Once, while Laurea was working on an arduous month-long event, I spent an unusual amount of time alone with Kina during the week. As a special tradition during that month, Kina and I would stroll to the local coffee shop in the morning for a breakfast sandwich, singing “cheddar cheeeeese and baaaaacon” as she scooted down the sidewalk in her Hello Kitty helmet. We’d sit outside under an umbrella and share our sandwich as she drank her orange juice and I drank my coffee, looking at the bees and having little conversations. It is one of our favorite mutual memories, and when Kina brought it up this morning at breakfast, I thought back on that time as being so peaceful and unburdened, in the days before the pandemic, when Kina was so small.
Except it wasn’t before the pandemic. The event Laurea was working on was fully remote, and the coffee shop only had outdoor seating, and Kina was home with me because she didn’t have school. It was, in fact, only a year ago, which feels like ten years ago, which is impossible, because Kina is only four.
The weird thing about drawing this newspaper for as long as I have is that I now have a record of all the things that happen in eighteen months of a kid’s life. A very small fraction of those things, when you write them down on paper, will fill five archival boxes—far more space, you might think, than should be required for eighteen months of charming childhood recollections. My brain can’t conceive of that much life (and everything else that I have taken great pains not to write about in that same period) fitting into less than two years. It can’t conceive of how this pandemic could stretch on for so long, nor of how Kina might form, in that time, the kinds of long-term memories that you have to close your eyes to recall. It seems like it must be a long time ago, because eighteen months isn’t usually a long time in adult years. Turns out it is in kid years.
In twelve days, Kina will start kindergarten. When we were singing “cheddar cheese and bacon”, she hadn’t yet started pre-K. She’s had a whole year of school pass us by, and a new president, and at least two shoe sizes. Around the same time as today, one year ago, I marked Kina’s height on the door jamb by the kitchen. I measured her again yesterday, and she is four inches taller now. No matter how hard I try, I can’t imagine her four inches shorter than she is, though I know intuitively that she must have been. Maybe it’s that I can’t imagine that she’s as tall as she actually is, and I see her even today as the same three-year-old she was before this all started.
I have no way of knowing if memory is also this strange for parents of non-pandemic four-year-olds; everything that happened more than six months ago feels like a different life. This was supposed to be the end of it, my brain keeps telling me, but it all looks the same, and so it casts everything that happened last year in the light of the Before Times—even though we were just as scared then and had the old president and no vaccines. It’s weird to be wistful for the pandemic as it still rages all around us. Maybe, down the line, I’ll forget it ever happened. All the fear will be stripped away, and I’ll only remember the scooter and the sandwich and my little girl asking about the bees. That’s what the paper is for, after all; I have no need for the rest of it.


● **DESCRIPTION OF THE TASK**
The records below must be written out exactly, with every picture left behind.

[Data records]
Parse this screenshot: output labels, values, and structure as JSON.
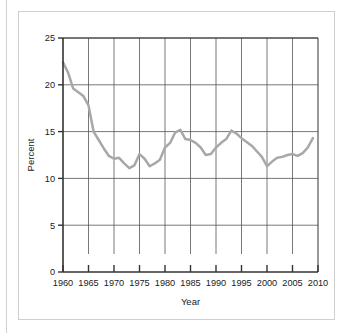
{
  "chart_data": {
    "type": "line",
    "title": "",
    "xlabel": "Year",
    "ylabel": "Percent",
    "xlim": [
      1960,
      2010
    ],
    "ylim": [
      0,
      25
    ],
    "xticks": [
      1960,
      1965,
      1970,
      1975,
      1980,
      1985,
      1990,
      1995,
      2000,
      2005,
      2010
    ],
    "yticks": [
      0,
      5,
      10,
      15,
      20,
      25
    ],
    "xtick_labels": [
      "1960",
      "1965",
      "1970",
      "1975",
      "1980",
      "1985",
      "1990",
      "1995",
      "2000",
      "2005",
      "2010"
    ],
    "ytick_labels": [
      "0",
      "5",
      "10",
      "15",
      "20",
      "25"
    ],
    "grid": true,
    "grid_axes": "both",
    "legend": false,
    "series": [
      {
        "name": "Percent",
        "color": "#a8a8a8",
        "line_width": 2.5,
        "x": [
          1960,
          1961,
          1962,
          1963,
          1964,
          1965,
          1966,
          1967,
          1968,
          1969,
          1970,
          1971,
          1972,
          1973,
          1974,
          1975,
          1976,
          1977,
          1978,
          1979,
          1980,
          1981,
          1982,
          1983,
          1984,
          1985,
          1986,
          1987,
          1988,
          1989,
          1990,
          1991,
          1992,
          1993,
          1994,
          1995,
          1996,
          1997,
          1998,
          1999,
          2000,
          2001,
          2002,
          2003,
          2004,
          2005,
          2006,
          2007,
          2008,
          2009
        ],
        "values": [
          22.4,
          21.3,
          19.6,
          19.2,
          18.8,
          17.8,
          15.0,
          14.1,
          13.2,
          12.4,
          12.1,
          12.2,
          11.6,
          11.1,
          11.4,
          12.6,
          12.1,
          11.3,
          11.6,
          12.0,
          13.3,
          13.8,
          14.9,
          15.2,
          14.2,
          14.1,
          13.8,
          13.3,
          12.5,
          12.6,
          13.3,
          13.8,
          14.2,
          15.1,
          14.8,
          14.3,
          13.9,
          13.5,
          12.9,
          12.3,
          11.3,
          11.8,
          12.2,
          12.3,
          12.5,
          12.6,
          12.4,
          12.7,
          13.3,
          14.3
        ]
      }
    ]
  },
  "figure": {
    "plot_left": 63,
    "plot_right": 318,
    "plot_top": 38,
    "plot_bottom": 272,
    "axis_color": "#333333",
    "grid_color": "#555555",
    "background": "#ffffff"
  }
}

● **OUTPUT OF THE TASK**
Parse this screenshot: output labels, values, and structure as JSON.
{
  "chart_data": {
    "type": "line",
    "title": "",
    "xlabel": "Year",
    "ylabel": "Percent",
    "xlim": [
      1960,
      2010
    ],
    "ylim": [
      0,
      25
    ],
    "xticks": [
      1960,
      1965,
      1970,
      1975,
      1980,
      1985,
      1990,
      1995,
      2000,
      2005,
      2010
    ],
    "yticks": [
      0,
      5,
      10,
      15,
      20,
      25
    ],
    "xtick_labels": [
      "1960",
      "1965",
      "1970",
      "1975",
      "1980",
      "1985",
      "1990",
      "1995",
      "2000",
      "2005",
      "2010"
    ],
    "ytick_labels": [
      "0",
      "5",
      "10",
      "15",
      "20",
      "25"
    ],
    "grid": true,
    "grid_axes": "both",
    "legend": false,
    "series": [
      {
        "name": "Percent",
        "color": "#a8a8a8",
        "line_width": 2.5,
        "x": [
          1960,
          1961,
          1962,
          1963,
          1964,
          1965,
          1966,
          1967,
          1968,
          1969,
          1970,
          1971,
          1972,
          1973,
          1974,
          1975,
          1976,
          1977,
          1978,
          1979,
          1980,
          1981,
          1982,
          1983,
          1984,
          1985,
          1986,
          1987,
          1988,
          1989,
          1990,
          1991,
          1992,
          1993,
          1994,
          1995,
          1996,
          1997,
          1998,
          1999,
          2000,
          2001,
          2002,
          2003,
          2004,
          2005,
          2006,
          2007,
          2008,
          2009
        ],
        "values": [
          22.4,
          21.3,
          19.6,
          19.2,
          18.8,
          17.8,
          15.0,
          14.1,
          13.2,
          12.4,
          12.1,
          12.2,
          11.6,
          11.1,
          11.4,
          12.6,
          12.1,
          11.3,
          11.6,
          12.0,
          13.3,
          13.8,
          14.9,
          15.2,
          14.2,
          14.1,
          13.8,
          13.3,
          12.5,
          12.6,
          13.3,
          13.8,
          14.2,
          15.1,
          14.8,
          14.3,
          13.9,
          13.5,
          12.9,
          12.3,
          11.3,
          11.8,
          12.2,
          12.3,
          12.5,
          12.6,
          12.4,
          12.7,
          13.3,
          14.3
        ]
      }
    ]
  },
  "figure": {
    "plot_left": 63,
    "plot_right": 318,
    "plot_top": 38,
    "plot_bottom": 272,
    "axis_color": "#333333",
    "grid_color": "#555555",
    "background": "#ffffff"
  }
}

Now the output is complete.